Pharmaceutical companies Moderna and Merck are jointly developing an mRNA vaccine for people with skin cancer, with a large study starting this year that will personalize the vaccines for each patient, based on the many mutations in their cancerous tissue. A vaccine customized in this way can train the immune system to look for the signature of a cancer mutation and kill those cells.
To be sure, such vaccines would be very expensive.
"You basically have to make every vaccine from scratch," said Dr. Patrick Ott of the Dana-Farber Cancer Institute in Boston. "If it's not for every patient, it can probably be made for pennies, just like the Covid vaccine."
It is worth noting that the vaccines under development at the University of Washington School of Medicine are designed to be used on many patients, not just one patient. Tests are now under way in patients with early and advanced breast cancer, lung cancer and ovarian cancer. As for the results, some of them may come by next year.
Todd Pepper, 56, from the Seattle suburbs, is participating in a vaccine test aimed at shrinking lung cancer tumors. The disease has spread to his brain, but he hopes to live long enough to see his daughter graduate from nursing school next year.
Bieber spoke of his decision to volunteer: "I have nothing to lose, everything to gain, both for myself and for other people in the future."

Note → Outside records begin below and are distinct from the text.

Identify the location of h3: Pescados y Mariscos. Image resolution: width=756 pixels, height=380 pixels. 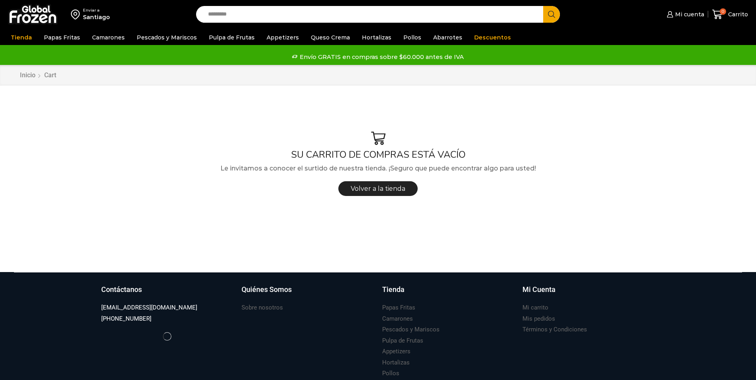
(411, 330).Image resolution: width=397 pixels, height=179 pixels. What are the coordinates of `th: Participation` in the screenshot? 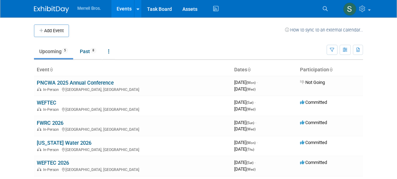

Jamie Karras of Mercer Island was one of the first recipients of the ovarian cancer vaccine in a vaccine safety study 11 years ago. Diagnosed with advanced ovarian cancer when she was 34, she thought she would die young and wrote a will for her best friend to inherit her favorite necklace. Now, at 50, she has no sign of cancer and still wears the necklace. She knows for sure if the vaccine helped, "but I'm still alive," she says.
The Associated Press Health and Science division receives support from the Howard Hughes Medical Institute's Media and Science Group. The Associated Press is solely responsible for the content of the report.